X – Shim Sham (New Orleans, LA)
The Shim Sham’s gold lame curtains sometimes open to reveal the club’s risque revue of old-timey burlesque. But on this particular night, before an oversold crowd in the heart of the French Quarter, the glitzy drapes framed another kind of revival: vintage X in all its glory, complete with founding guitarist Billy Zoom.
Kicking off with “Soul Kitchen”, the band visibly shed two decades as they devoured the lion’s share of their first four albums (recently reissued on Rhino), hitting all the classics from “White Girl” to “Nausea”. And though most of the material was around twenty years old, it sounded as fresh as the day it first was minted and put Los Angeles on the map of the punkabilly avant garde.
Make that Zoomabilly. Though X owes its literate lyrics to John Doe and Exene Cervenka, whose off-center harmonizing can cut as close as a Bowie knife, it was Zoom’s channeling of Carl Perkins via Johnny Ramone that gave the group its musical edge. (Neither Dave Alvin nor Tony Gilkyson ever quite filled Billy’s blue suede shoes when he hung them up). And the fiftysomething Zoom has grown even cooler with age. Beaming beatifically beneath his trademark bleached-blonde pompadour, Zoom didn’t once break a sweat in biker leathers as he cranked out blistering riffs on his Gretsch Silver Jet. Just like the old days, he left the histrionics to his bandmates: Exene snaked her black-laced arms around the mike while DJ Bonebrake beat the drums into submission and John Doe drenched his shirt pumping the bass into overdrive.
Needless to say, the crowd went wild — so wild that at one point during “In This House That I Call Home”, overly enthusiastic pogo-ers nearly knocked over a P.A. speaker. (Doe saved the day by threatening to sing “warm and fuzzy folk songs.”) Throughout the nearly two-hour show, the mood remained so exuberant it almost felt like deja vu all over again: L.A. circa 1980, right in the midst of a bona fide people’s revolution. Zoom shot photos of the cheering throng at the end of the set while we loudly demanded an encore.
The band made us wait until our voices grew hoarse, then aimed its best shot directly at the White House. “This song keeps coming back ’cause history repeats itself,” Doe announced as they launched into “The New World”. Written during the depths of their disenchantment with Reagan’s America, it remains as relevant as ever in W’s America: “This was supposed to be the New World!” Hundreds of voices were raised in collective indignation as house lights illuminated the mosh pit.
X made us work even harder for the second encore, which they delivered in spades, tearing into “Hungry Wolf” like they were eating Dick Cheney alive. “We love you guys!” Doe shouted while Exene blew kisses and Billy Zoom blessed the fans by handing out guitar picks. Second that emotion. And thanks for keeping the faith.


■ **Your objective**: Gather each line of the records where "annotation" appears.

Data entries:
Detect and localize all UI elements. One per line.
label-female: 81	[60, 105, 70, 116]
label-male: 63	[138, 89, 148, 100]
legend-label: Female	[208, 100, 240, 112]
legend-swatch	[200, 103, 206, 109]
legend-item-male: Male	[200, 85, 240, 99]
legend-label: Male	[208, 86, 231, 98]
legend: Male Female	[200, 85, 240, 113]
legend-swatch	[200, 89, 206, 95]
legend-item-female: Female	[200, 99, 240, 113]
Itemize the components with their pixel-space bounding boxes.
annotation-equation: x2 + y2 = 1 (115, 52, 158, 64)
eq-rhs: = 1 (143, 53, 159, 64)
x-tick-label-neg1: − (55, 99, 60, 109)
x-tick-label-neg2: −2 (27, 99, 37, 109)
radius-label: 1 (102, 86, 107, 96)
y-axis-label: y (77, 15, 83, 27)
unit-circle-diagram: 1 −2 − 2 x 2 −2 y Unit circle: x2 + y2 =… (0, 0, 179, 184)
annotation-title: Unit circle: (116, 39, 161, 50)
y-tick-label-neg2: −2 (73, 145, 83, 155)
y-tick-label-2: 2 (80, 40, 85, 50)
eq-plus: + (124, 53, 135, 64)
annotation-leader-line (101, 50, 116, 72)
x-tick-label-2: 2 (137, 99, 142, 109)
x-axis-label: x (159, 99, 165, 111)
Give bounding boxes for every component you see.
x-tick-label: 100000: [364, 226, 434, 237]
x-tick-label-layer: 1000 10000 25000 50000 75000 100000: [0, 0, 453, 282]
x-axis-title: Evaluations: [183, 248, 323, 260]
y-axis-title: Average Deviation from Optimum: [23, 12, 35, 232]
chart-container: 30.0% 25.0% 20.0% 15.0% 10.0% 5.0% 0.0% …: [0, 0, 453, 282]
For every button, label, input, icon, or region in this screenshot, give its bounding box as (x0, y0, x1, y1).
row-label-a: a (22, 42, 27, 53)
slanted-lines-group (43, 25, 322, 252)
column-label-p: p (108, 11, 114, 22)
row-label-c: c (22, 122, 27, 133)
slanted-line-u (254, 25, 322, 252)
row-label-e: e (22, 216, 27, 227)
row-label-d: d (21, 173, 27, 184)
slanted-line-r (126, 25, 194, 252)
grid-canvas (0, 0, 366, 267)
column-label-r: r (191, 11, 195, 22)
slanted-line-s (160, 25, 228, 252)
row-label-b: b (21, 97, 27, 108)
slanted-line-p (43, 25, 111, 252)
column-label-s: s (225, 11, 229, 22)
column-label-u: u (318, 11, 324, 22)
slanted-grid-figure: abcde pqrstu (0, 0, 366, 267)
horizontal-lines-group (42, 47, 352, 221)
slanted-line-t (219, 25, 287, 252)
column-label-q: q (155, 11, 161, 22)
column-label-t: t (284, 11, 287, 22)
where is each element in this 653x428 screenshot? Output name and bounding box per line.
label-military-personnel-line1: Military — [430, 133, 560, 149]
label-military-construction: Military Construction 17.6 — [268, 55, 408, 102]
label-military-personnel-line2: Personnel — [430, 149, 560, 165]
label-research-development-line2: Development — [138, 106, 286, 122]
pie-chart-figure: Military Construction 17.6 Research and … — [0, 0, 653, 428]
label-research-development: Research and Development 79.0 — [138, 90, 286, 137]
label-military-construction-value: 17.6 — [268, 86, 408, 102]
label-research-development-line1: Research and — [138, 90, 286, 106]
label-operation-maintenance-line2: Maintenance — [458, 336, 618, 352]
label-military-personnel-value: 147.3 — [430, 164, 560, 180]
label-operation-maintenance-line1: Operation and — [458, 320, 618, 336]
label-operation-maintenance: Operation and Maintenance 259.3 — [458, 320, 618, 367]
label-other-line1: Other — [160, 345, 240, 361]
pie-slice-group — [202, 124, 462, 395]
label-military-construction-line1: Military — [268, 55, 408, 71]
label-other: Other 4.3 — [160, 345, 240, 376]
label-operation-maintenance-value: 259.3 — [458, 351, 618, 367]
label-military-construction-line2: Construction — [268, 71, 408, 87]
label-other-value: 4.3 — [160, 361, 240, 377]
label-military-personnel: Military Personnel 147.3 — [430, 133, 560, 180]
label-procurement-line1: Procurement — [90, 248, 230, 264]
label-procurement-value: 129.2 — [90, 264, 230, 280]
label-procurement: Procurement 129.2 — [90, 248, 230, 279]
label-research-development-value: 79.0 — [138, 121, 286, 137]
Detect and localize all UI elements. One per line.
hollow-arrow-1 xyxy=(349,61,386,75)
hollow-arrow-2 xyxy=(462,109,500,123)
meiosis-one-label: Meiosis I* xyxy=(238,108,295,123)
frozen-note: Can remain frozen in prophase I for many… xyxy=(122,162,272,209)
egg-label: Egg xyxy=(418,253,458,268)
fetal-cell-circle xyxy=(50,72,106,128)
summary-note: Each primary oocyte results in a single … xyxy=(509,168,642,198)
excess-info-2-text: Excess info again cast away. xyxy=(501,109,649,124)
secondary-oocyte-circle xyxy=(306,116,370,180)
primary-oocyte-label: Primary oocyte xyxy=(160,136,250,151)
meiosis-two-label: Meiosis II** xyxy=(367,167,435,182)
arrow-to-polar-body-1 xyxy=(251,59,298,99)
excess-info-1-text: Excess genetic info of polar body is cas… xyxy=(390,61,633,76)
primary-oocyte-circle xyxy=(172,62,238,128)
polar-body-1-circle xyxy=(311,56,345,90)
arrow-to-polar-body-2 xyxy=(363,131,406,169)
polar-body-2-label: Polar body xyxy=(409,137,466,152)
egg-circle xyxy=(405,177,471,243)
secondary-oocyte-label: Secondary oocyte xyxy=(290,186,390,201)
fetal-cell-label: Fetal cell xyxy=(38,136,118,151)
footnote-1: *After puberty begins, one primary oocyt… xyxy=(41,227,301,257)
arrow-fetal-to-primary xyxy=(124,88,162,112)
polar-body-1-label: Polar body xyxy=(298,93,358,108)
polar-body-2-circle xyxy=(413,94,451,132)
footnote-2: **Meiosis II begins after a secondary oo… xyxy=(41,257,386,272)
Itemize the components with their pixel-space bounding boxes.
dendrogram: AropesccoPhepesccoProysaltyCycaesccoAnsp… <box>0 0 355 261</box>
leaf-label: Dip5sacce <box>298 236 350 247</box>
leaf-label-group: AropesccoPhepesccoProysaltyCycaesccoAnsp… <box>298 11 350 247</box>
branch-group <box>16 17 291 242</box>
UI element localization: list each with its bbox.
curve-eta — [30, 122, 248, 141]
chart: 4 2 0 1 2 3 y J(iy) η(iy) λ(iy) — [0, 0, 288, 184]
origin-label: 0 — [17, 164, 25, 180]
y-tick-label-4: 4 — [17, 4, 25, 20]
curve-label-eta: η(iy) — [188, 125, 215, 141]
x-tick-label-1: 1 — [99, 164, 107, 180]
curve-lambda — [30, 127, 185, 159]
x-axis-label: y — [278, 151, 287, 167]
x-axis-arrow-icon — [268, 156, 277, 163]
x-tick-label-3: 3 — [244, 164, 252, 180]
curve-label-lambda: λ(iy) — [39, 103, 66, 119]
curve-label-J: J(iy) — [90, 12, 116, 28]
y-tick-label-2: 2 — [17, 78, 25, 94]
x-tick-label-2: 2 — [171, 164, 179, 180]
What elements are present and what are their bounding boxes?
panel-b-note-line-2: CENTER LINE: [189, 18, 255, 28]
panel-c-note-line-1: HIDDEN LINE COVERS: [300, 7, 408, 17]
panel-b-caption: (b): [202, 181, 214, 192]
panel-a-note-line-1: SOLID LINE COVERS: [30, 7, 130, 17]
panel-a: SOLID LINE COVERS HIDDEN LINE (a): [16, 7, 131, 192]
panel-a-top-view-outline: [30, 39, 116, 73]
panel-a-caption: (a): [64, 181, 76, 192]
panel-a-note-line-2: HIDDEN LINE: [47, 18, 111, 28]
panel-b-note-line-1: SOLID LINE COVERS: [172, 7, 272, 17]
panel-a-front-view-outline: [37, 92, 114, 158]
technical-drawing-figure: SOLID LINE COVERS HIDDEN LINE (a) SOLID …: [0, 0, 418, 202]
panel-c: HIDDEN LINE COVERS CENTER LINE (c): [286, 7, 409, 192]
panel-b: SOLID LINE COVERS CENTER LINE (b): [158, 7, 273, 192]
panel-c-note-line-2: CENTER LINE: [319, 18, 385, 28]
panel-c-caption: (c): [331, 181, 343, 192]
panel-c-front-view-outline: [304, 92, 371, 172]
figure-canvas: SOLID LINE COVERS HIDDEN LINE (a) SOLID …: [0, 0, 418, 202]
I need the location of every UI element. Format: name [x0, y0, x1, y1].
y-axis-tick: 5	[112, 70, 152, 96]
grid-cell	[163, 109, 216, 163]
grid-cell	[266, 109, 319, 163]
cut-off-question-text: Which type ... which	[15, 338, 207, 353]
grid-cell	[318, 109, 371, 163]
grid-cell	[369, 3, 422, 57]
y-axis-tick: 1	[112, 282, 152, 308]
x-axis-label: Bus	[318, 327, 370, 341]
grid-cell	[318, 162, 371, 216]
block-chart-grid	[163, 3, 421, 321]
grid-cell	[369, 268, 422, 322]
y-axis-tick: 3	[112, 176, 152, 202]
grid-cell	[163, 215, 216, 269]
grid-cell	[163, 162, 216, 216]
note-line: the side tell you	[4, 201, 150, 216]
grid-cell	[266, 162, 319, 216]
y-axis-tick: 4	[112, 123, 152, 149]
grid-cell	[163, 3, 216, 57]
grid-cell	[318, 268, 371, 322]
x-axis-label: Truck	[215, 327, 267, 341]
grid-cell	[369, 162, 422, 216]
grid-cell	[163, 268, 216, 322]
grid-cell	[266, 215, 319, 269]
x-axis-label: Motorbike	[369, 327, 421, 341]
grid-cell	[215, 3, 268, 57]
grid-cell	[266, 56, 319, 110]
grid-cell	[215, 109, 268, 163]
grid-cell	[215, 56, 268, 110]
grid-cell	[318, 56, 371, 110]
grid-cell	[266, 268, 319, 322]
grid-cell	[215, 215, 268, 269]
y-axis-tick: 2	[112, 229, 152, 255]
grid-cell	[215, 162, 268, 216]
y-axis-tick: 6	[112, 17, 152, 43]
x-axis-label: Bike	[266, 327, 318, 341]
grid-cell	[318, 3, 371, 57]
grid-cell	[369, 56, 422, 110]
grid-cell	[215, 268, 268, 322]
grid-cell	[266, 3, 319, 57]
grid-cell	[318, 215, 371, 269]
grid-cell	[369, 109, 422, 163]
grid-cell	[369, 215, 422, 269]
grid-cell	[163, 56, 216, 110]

■ **Task response**:
annotation-equation: x2 + y2 = 1 (115, 52, 158, 64)
annotation-title: Unit circle: (116, 39, 161, 50)
annotation-leader-line (101, 50, 116, 72)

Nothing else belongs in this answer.